The winning formula

With organised crime increasingly moving online, US researchers have discovered that the ‘formulas’ which drive social networks can help law enforcement better understand the activity of cybercrime forums.

Nov 25, 2015
By Paul Jacques

In July, coordinated law enforcement efforts in 20 countries, including the US and the UK, scored a notable success against the global cybercrime marketplace when the computer hacking forum known as Darkode was ‘taken down’.

“Of the roughly 800 criminal internet forums worldwide, Darkode represented one of the gravest threats to the integrity of data on computers in the US and around the world and was the most sophisticated English-speaking forum for criminal computer hackers in the world,” said US Attorney David Hickton at the time.

The FBI’s Deputy Director Mark Giuliano described the global operation, codenamed Shrouded Horizon, as a milestone in their efforts to “shut down criminals’ ability to buy, sell and trade malware, botnets and personally identifiable information” used to steal from individuals around the world.

It represented the largest joint international law enforcement effort ever directed at an online cyber-criminal forum, with more than 12 ‘associates’ arrested.

“Through this operation, we have dismantled a cyber hornets’ nest of criminal hackers, which was believed by many, including the hackers themselves, to be impenetrable,” added US Attorney Hickton.

Darkode was an online, password-protected forum in which hackers and other cybercriminals convened to buy, sell, trade and share information, ideas and tools to carry out unlawful intrusions on computers and electronic devices.

Before becoming a member of Darkode, prospective members were allegedly vetted through a process in which an existing member invited a prospective member to the forum for the purpose of presenting the skills or products that he or she could bring to the group. Darkode members supposedly used each other’s skills and products to infect computers and electronic devices of victims around the world with malware and thereby gain access to, and control over, those devices.

Crucial to the success of Operation Shrouded Horizon, which was supported by Europol’s European Cybercrime Centre (EC3), was the FBI’s infiltration of the Darkode’s membership.
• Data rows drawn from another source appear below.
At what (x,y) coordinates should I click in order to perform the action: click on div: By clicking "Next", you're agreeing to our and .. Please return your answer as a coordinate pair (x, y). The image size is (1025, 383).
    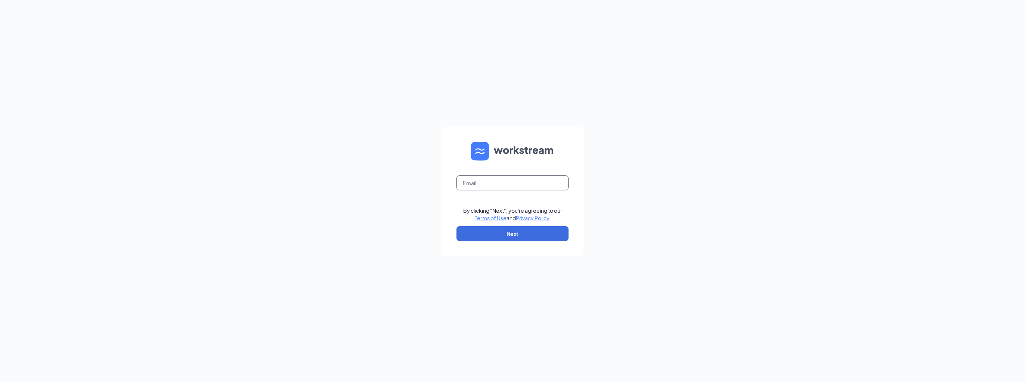
    Looking at the image, I should click on (513, 214).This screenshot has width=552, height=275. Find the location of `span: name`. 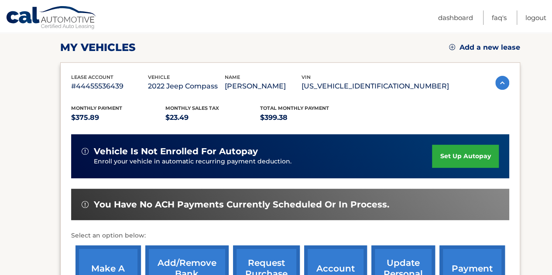

span: name is located at coordinates (232, 77).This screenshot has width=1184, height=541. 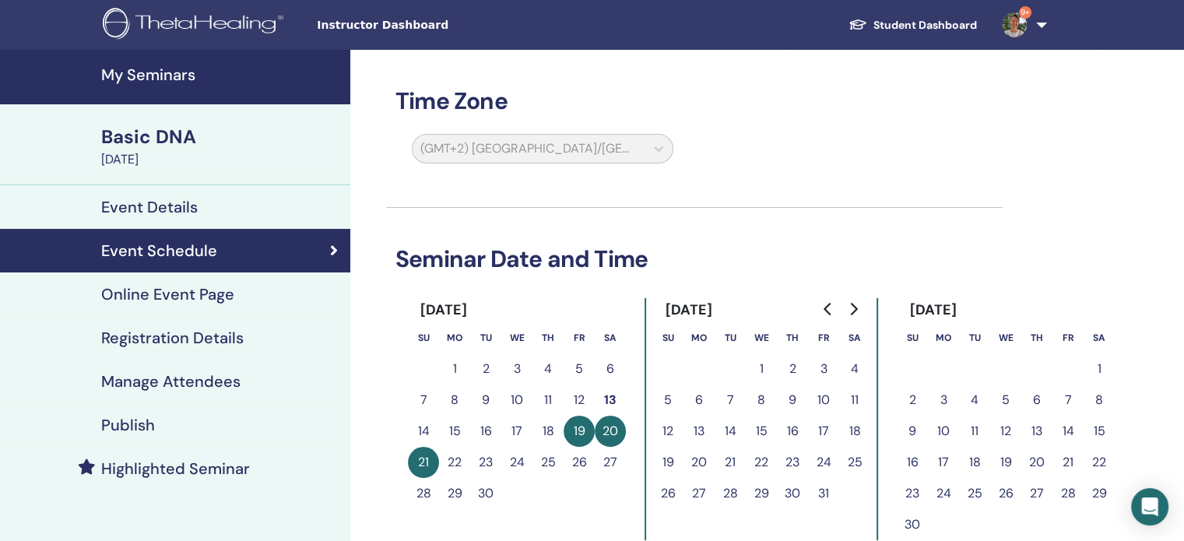 I want to click on span: 9+, so click(x=1025, y=12).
Researchers in the US have been using social network analysis tools to better understand the activity of cybercrime forums and conclude the key to “taking down these online criminal masterminds”, as illustrated by Operation Shrouded Horizon, is “understanding how they organise and where to squeeze them”.
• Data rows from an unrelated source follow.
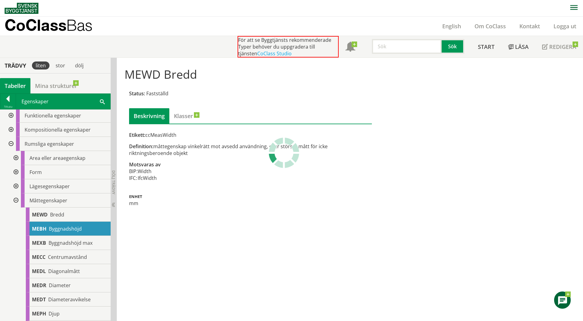  Describe the element at coordinates (49, 25) in the screenshot. I see `p: CoClass` at that location.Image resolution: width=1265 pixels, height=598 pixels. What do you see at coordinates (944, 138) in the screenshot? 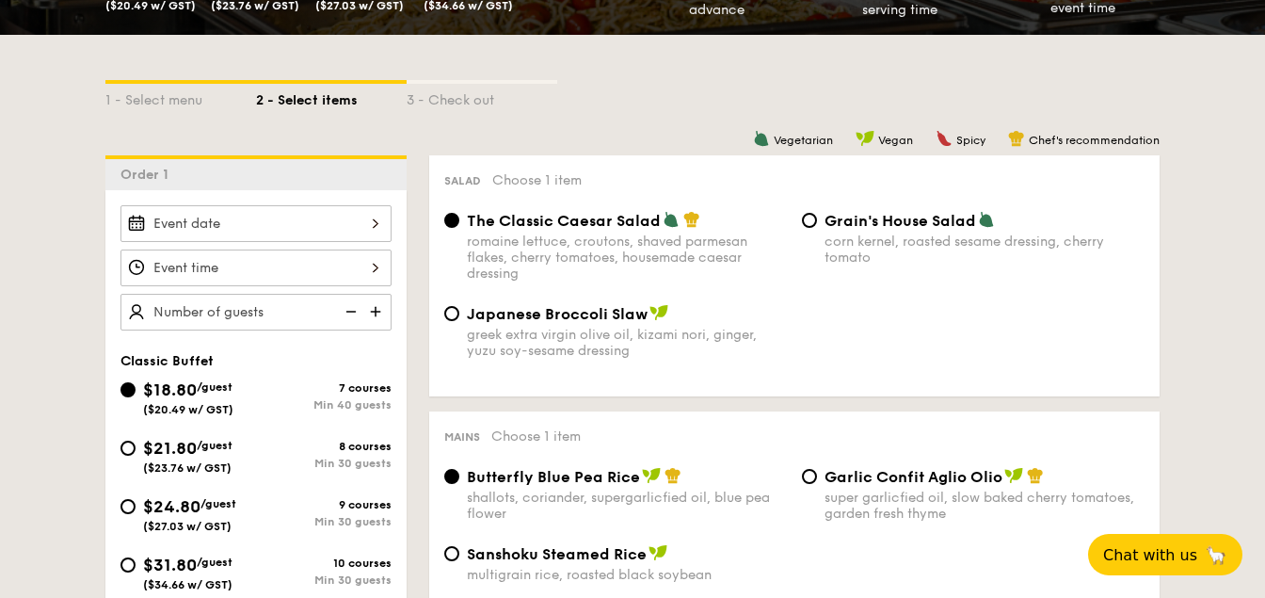
I see `img: icon-spicy.37a8142b.svg` at bounding box center [944, 138].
They broke down several years’ worth of conversations between members of four cybercrime forums that were anonymously made public a few years ago to identify these ‘pressure points’.

Vaibhav Garg, PhD, part of the research team at the US Drexel University’s Privacy, Security and Automation Lab (PSAL), explained: “We tried to answer the question ‘what does organised crime really mean in cyberspace?’ To understand how criminals are ‘organised’ with people halfway around the world.”

Using six centrality-finding formulas, the variations of which are part of the algorithms running Google’s search engine, Klout’s ranking system (that uses social media analytics to rank its users according to online social influence) and Facebook’s analytics, the team produced visual representations of the forums’ organisation.

The formulas measure the relative connectedness of any one member in a network to other members. On the internet a higher score in these analyses might mean a higher page ranking in a Google search. Among social networks, it could equate to a better Klout score.

In a cybercrime forum, the researchers said it could point out the leaders. The calculation tallies the number of people a person is directly linked to via a conversation or a transaction. More connected cybercriminals hold a great deal of power in cybercrime forums because they are able to interact directly with a number of other members without going through an intermediary, said the research team. Adding another person to an interaction begins to erode trust – and in a forum where people are operating anonymously, trust is a commodity in short supply.